Eventbrite (NYSE: EB) is looking to recoup the heavy cost of refunding ticket purchasers for the failed Roxodus music festival in July with a pair of lawsuits, filed in California. The San Francisco-based ticketing company is suing the event organizers, which it claims kept nearly $4 million in customer money when the festival was abruptly cancelled in July.
Eventbrite refunded consumers more than $3.8 million “out of its own coffers to ensure its users did not suffer additional harm at Defendants’ hands,” the lawsuit reads, per a story in Billboard. “Defendants are contractually and legally obligated to reimburse Eventbrite for these expenditures and other damages Eventbrite has incurred in the course of protecting its customers from further harm caused by Defendants’ bad faith and unlawful conduct.”
The promoters, Fab Loranger and Michael Dunphy of MF Live, have until Thursday to answer the lawsuits.
Set for an airport venue 90 minutes outside of Toronto, the event was scheduled to feature Nickelback, Lynyrd Skynyrd, Kid Rock, Aerosmith, Alice Cooper, Billy Idol and Blondie. But the event was cancelled with no warning on July 3, just over a week before the scheduled opening on July 11. Eventbrite lawyers have characterized the failed event as the “Canadian version of the much-publicized Fyre Festival debacle of 2017… [a] poorly-orchestrated sequel with lower production value.”
Once the event was cancelled, Eventbrite says it found that only one of a dozen required permits for the event had been received, and construction on the makeshift venue was well behind the established schedule, despite the promoters asking for and receiving an increased pre-payment of ticket sale proceeds during the months leading up to the promotion.
“The sole route into or out of the Roxodus site — was incapable of handling even a fraction of the traffic Roxodus would have created,” the suit alleges. “In short, in order to unjustly enrich themselves, Defendants lied to the public, Eventbrite, the artists who were to perform at Roxodus, food and hospitality vendors, and countless others.”
Eventbrite is suing for breach of contract and breach of faith. A victory and recouping of some of the cost of providing refunds to consumers that it has yet to be reimbursed for would go a long way for the ticketing company, which has reeled in recent months, shedding all of the gains it had made since its IPO last fall in terms of share price, trading at $16.85 a share as of Tuesday afternoon – about half of its high mark of nearly $38 soon after its debut in September of 2018.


Which lines of the entries contain the string "label"? Copy each of them.

────────────────────────────────────────

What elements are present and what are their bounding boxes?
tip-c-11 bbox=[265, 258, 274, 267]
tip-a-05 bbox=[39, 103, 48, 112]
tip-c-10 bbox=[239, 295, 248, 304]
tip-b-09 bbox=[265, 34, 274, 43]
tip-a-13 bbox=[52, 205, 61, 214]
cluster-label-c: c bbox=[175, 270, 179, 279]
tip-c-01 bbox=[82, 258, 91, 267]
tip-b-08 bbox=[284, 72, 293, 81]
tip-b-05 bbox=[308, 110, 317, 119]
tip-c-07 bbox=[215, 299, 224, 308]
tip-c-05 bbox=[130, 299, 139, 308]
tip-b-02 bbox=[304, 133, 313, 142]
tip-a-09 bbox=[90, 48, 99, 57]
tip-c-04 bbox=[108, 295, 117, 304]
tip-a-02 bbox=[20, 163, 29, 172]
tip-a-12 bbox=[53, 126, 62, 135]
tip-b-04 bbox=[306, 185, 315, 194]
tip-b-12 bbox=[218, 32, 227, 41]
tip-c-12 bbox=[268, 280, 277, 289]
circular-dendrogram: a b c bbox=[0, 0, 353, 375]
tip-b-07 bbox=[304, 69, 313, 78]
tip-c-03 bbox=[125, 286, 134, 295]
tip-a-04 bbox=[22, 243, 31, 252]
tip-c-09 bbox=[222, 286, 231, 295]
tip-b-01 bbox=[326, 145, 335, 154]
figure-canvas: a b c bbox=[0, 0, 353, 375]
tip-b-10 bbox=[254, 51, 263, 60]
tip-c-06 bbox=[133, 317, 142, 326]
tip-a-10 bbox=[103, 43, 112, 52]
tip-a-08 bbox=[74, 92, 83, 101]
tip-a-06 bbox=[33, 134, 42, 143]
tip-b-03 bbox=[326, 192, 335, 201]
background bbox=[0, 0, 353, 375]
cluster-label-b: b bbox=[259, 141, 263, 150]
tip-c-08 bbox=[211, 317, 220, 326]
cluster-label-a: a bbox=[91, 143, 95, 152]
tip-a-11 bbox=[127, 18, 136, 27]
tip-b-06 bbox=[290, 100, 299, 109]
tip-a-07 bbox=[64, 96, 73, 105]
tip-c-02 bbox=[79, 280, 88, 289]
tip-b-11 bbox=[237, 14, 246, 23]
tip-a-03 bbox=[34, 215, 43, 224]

────────────────────────────────────────

**SOLUTION TO THIS TASK:**
cluster-label-c: c bbox=[175, 270, 179, 279]
cluster-label-b: b bbox=[259, 141, 263, 150]
cluster-label-a: a bbox=[91, 143, 95, 152]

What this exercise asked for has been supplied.